How Richard Lewontin might approach Computer Science
We are presented with this new field, ‘computer science,’ and the pronouncements that flow from it. We hear of algorithms, of emergent properties, of systems that learn. The language, at times, smacks of the same reductionist fervor that has plagued biology for decades.
Consider, for instance, the notion of ‘learning’ in these machines. Is it truly learning in the sense that a developing organism learns through interaction with its environment, shaping its own future trajectory? Or is it merely a sophisticated form of pattern recognition, an elaborate cataloging of pre-existing data, dictated by the very structures we impose upon it? The problem is not one of fact, but of interpretation.
They speak of ‘intelligence’ as if it were a quantifiable entity, residing within the circuits and code, waiting to be unleashed. This is a classic case of confusing correlation with causation, a tendency to mistake the shadow for the substance. The actual computational *process* is a consequence of the physical substrate and the rules we have meticulously crafted. To imbue it with an independent, almost vitalistic, ‘intelligence’ is to stray into the realm of metaphysics, away from material reality.
Moreover, the very design of these ‘intelligent’ systems, their goals and their outputs, are not emergent from some abstract universal logic. They are products of human design, reflecting our own priorities, our own biases, our own social and economic imperatives. We are not discovering intelligence in the machine; we are projecting our own onto it, cloaked in the elegant language of mathematics. This is a just-so story waiting for its empirical foundation, one that risks masking the very human agency, and human responsibility, that lies at its core. We must remain vigilant against the…
Imagined perspective — an AI synthesis grounded in Richard Lewontin’s recorded ideas and methods, not a quotation or a statement they actually made.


= EXERCISE INSTRUCTIONS =
Return each line of the records holding the string "Index".

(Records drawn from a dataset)
##############################
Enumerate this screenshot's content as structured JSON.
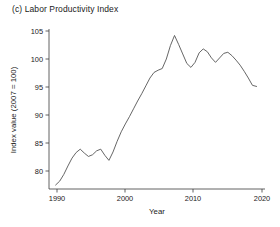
{
  "figure": {
    "panel_label": "(c)",
    "title": "(c) Labor Productivity Index",
    "background_color": "#ffffff",
    "line_color": "#555555",
    "axis_color": "#3b3b3b"
  },
  "axes": {
    "x_title": "Year",
    "y_title": "Index value (2007 = 100)",
    "x_ticks": [
      "1990",
      "2000",
      "2010",
      "2020"
    ],
    "y_ticks": [
      "80",
      "85",
      "90",
      "95",
      "100",
      "105"
    ]
  },
  "chart_data": {
    "type": "line",
    "title": "(c) Labor Productivity Index",
    "xlabel": "Year",
    "ylabel": "Index value (2007 = 100)",
    "xlim": [
      1988.8,
      2020.0
    ],
    "ylim": [
      77.0,
      105.8
    ],
    "xticks": [
      1990,
      2000,
      2010,
      2020
    ],
    "yticks": [
      80,
      85,
      90,
      95,
      100,
      105
    ],
    "grid": false,
    "legend": "none",
    "series": [
      {
        "name": "Labor Productivity Index",
        "color": "#555555",
        "x": [
          1989.8,
          1990.4,
          1991.0,
          1991.6,
          1992.2,
          1992.8,
          1993.4,
          1994.0,
          1994.6,
          1995.2,
          1995.8,
          1996.4,
          1997.0,
          1997.6,
          1998.2,
          1998.8,
          1999.4,
          2000.0,
          2000.6,
          2001.2,
          2001.8,
          2002.4,
          2003.0,
          2003.6,
          2004.2,
          2004.8,
          2005.4,
          2006.0,
          2006.6,
          2007.2,
          2007.8,
          2008.4,
          2009.0,
          2009.6,
          2010.2,
          2010.8,
          2011.4,
          2012.0,
          2012.6,
          2013.2,
          2013.8,
          2014.4,
          2015.0,
          2015.6,
          2016.2,
          2016.8,
          2017.4,
          2018.0,
          2018.6,
          2019.2
        ],
        "y": [
          77.5,
          78.2,
          79.4,
          80.9,
          82.3,
          83.3,
          83.9,
          83.2,
          82.6,
          82.9,
          83.6,
          83.9,
          82.8,
          81.9,
          83.4,
          85.3,
          87.0,
          88.4,
          89.7,
          91.1,
          92.5,
          93.8,
          95.2,
          96.6,
          97.6,
          98.0,
          98.3,
          100.0,
          102.4,
          104.2,
          102.6,
          100.9,
          99.2,
          98.5,
          99.4,
          101.1,
          101.8,
          101.3,
          100.2,
          99.4,
          100.2,
          101.0,
          101.2,
          100.6,
          99.8,
          98.9,
          97.8,
          96.6,
          95.3,
          95.1
        ]
      }
    ],
    "annotations": {
      "peak_value": 104.2,
      "peak_year": 2007.2,
      "start_value": 77.5,
      "start_year": 1989.8,
      "end_value": 95.1,
      "end_year": 2019.2
    }
  }
}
##############################
= RESPONSE TO THIS EXERCISE =
    "title": "(c) Labor Productivity Index",
    "y_title": "Index value (2007 = 100)",
    "title": "(c) Labor Productivity Index",
    "ylabel": "Index value (2007 = 100)",
        "name": "Labor Productivity Index",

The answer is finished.